Keeping company: sculptures by Alain Kirili and the 19th-century artist Jean-Baptiste Carpeaux were recently juxtaposed in a French museum. The exhibition made the case for the enduring worth of free and direct modeling in contemporary practice - Report From Valenciennes

Art in America, Dec, 2002 by Anne Rochette, Wade Saunders

Kirili resists the linearity of an art history that would keep each artist snug in his own time. He has just inaugurated a public commission of three 12-foot-high vertical posts in cast and polychromed resin at Provence's Abbaye de Montmajour, parts of which date back to the 12th century. The sculpture consciously evokes '60s pieces by Barnett Newman, such as Here II. Kirili asserts the need for, and the right of, artists to erase chronology and stylistic barriers, to interact with other art forms, to converse with the dead--to keep their own work alive by whatever means. By showing in Valenciennes alongside Jean-Baptiste Carpeaux, Kirili has picked up a forgotten thread which links the earlier artist's masterful modeling with the improvisation and speed crucial to much contemporary work.

"Kirili Dialogue Avec Carpeaux" was seen at the Musee des Beaux-Arts de Valenciennes [Apr. 6-Sept. 23]. It was accompanied by a catalogue containing essays by Phillippe Sollers, Serge Lemoine and Patrick Ramade, as well as an interview with the artist conducted by Ramade.

Anne Rochette and Wade Saunders are Paris-based artists who also write on art.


**What is being asked**: Your answer must consist of every line from the data below that includes the word "with".

★ ★ ★ ★ ★ ★ ★

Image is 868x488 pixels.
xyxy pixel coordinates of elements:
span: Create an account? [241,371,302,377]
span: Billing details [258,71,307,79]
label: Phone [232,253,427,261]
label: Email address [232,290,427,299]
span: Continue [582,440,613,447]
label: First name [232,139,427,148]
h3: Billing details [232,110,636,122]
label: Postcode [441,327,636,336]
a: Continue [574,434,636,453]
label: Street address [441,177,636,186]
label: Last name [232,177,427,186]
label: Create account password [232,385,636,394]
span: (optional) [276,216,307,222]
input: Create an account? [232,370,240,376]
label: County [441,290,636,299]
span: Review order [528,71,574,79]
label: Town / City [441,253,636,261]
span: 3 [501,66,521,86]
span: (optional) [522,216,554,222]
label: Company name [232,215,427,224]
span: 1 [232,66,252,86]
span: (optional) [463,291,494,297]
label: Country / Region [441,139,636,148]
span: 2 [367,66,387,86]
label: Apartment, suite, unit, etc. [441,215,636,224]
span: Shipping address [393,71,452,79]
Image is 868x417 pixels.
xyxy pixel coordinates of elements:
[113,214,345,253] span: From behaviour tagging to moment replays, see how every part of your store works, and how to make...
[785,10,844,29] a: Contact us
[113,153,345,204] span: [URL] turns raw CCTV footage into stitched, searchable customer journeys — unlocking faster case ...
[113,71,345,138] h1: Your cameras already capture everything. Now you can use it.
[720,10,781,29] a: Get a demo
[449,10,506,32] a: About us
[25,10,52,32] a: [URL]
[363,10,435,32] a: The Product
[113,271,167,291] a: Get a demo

★ ★ ★ ★ ★ ★ ★

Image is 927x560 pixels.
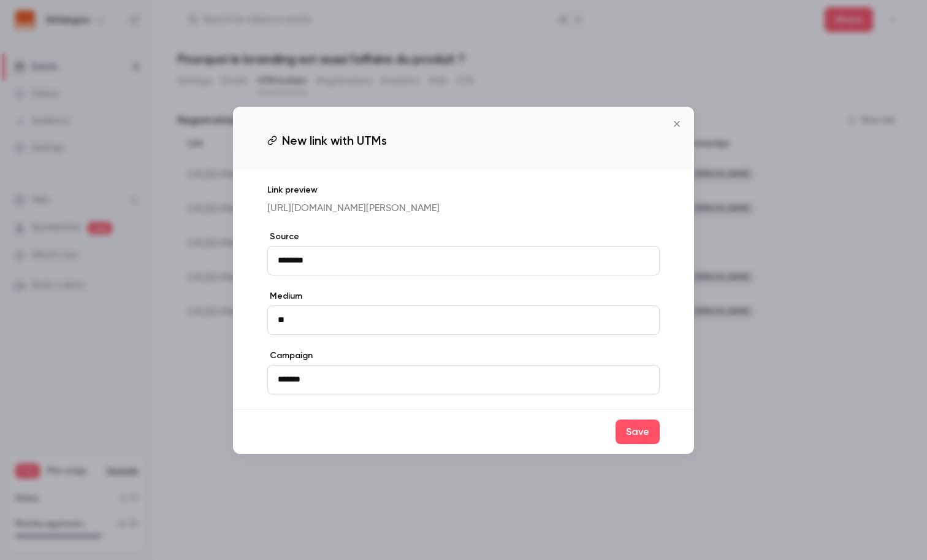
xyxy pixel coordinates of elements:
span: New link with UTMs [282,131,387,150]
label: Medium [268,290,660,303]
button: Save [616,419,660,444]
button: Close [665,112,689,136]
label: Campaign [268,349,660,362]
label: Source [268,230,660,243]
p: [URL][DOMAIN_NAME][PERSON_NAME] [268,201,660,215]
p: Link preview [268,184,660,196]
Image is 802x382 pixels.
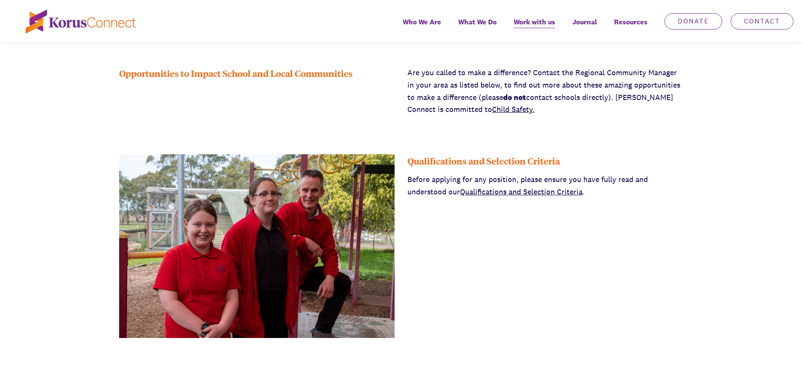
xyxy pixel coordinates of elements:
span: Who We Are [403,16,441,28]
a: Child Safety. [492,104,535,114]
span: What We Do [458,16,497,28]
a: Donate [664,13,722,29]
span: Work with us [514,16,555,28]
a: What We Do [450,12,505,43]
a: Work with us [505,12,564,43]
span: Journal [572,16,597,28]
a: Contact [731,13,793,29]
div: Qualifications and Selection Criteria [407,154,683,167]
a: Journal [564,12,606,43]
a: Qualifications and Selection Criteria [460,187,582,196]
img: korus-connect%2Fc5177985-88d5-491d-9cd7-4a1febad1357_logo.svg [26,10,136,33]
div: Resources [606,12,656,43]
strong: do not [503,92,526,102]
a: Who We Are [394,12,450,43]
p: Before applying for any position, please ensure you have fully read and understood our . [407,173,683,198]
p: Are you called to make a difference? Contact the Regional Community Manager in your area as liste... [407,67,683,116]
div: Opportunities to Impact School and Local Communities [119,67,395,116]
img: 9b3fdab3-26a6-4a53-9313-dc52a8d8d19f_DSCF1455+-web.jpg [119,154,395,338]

★ ★ ★ ★ ★ ★ ★

**Written answer**:
span: New link with UTMs [282,131,387,150]
span: Work with us [514,16,555,28]
a: Work with us [505,12,564,43]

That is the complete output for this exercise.